Been a while without an entry... hopefully I'll get back in the swing of things soon.
Fellow Smalltalk blogger Travis Griggs was "totally impressed" by Seaside. That's great to hear; I was especially interested by this comment:
One of the great ironic comedies of Seaside (to me at least) is its _very_ linear/procedural user interaction metaphor. And its implemented in one of the quintesential "pure" OO languages! It was like those first command line interfaces I wrote in Fortran; I giggled childishly, when Seaside's "call:" method was introduced and wondered if I was going to see a "common block" next. Seriously though, this makes sense to me. A web app is limited to a single thread flow of user interaction. Cool stuff.
First off, I should point out that it's a little less linear than it seems: Seaside can keep track of a separate linear interaction flow for each element on the page. Think of it like having a thread per window, except with "window" here mapping to the sidebar of your site vs. the main content, or to one particular blog entry in a list of many. As far as I know, this is unique to Seaside - the other handful of continuation-based web frameworks out there (and pretty much any other web framework, for that matter) assume that navigation happens at the level of the entire page.

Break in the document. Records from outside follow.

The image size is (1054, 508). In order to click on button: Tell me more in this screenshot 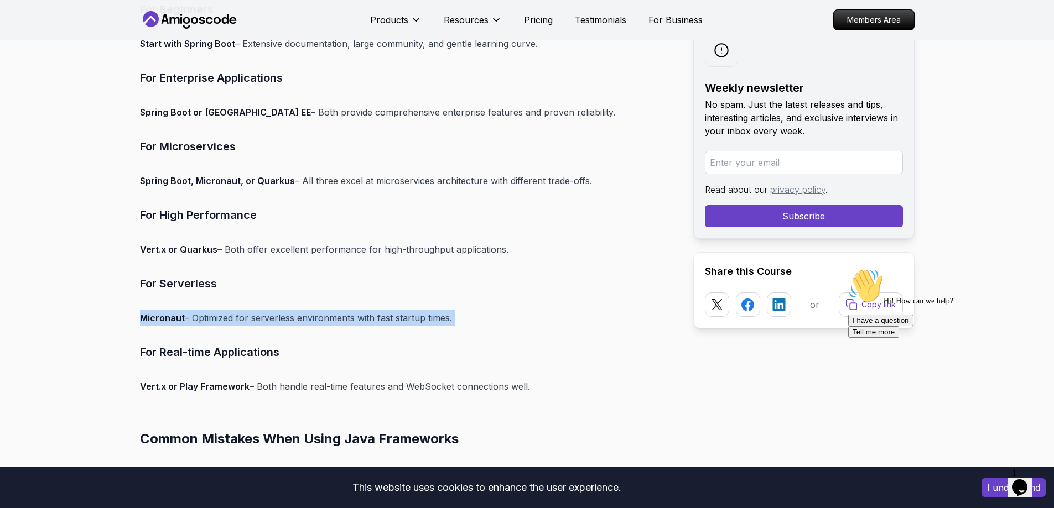, I will do `click(30, 68)`.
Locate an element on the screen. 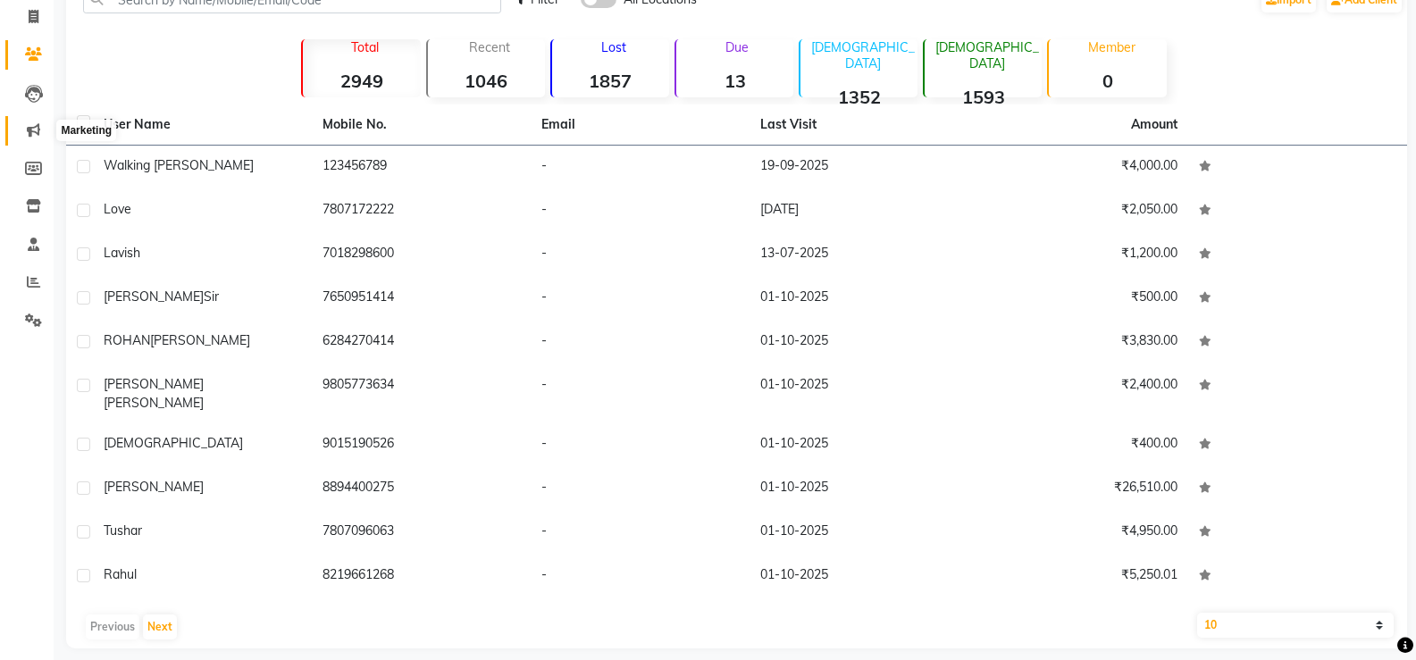  span: lavish is located at coordinates (122, 253).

However, the basic thrust of the comment, that Seaside allows a return to the simplicity of PRINT and READ programming, I think is dead on. The key thing to realize here is that the web *is* this simple. It's a modal, linear interface (except with the nice ability to fork the linear path at any point by using the browser back button or opening multiple windows at a time). It's just that people haven't yet had the tools to capture that simplicity, and so have been stuck with the artificial complexity of the event-driven request handler model. This gets back to my Ptth! posting: most web development is like using a version of BASIC where every call to READhas to be immediately followed by a call to GOTO. Pretty hard to string a coherent program together that way, nu?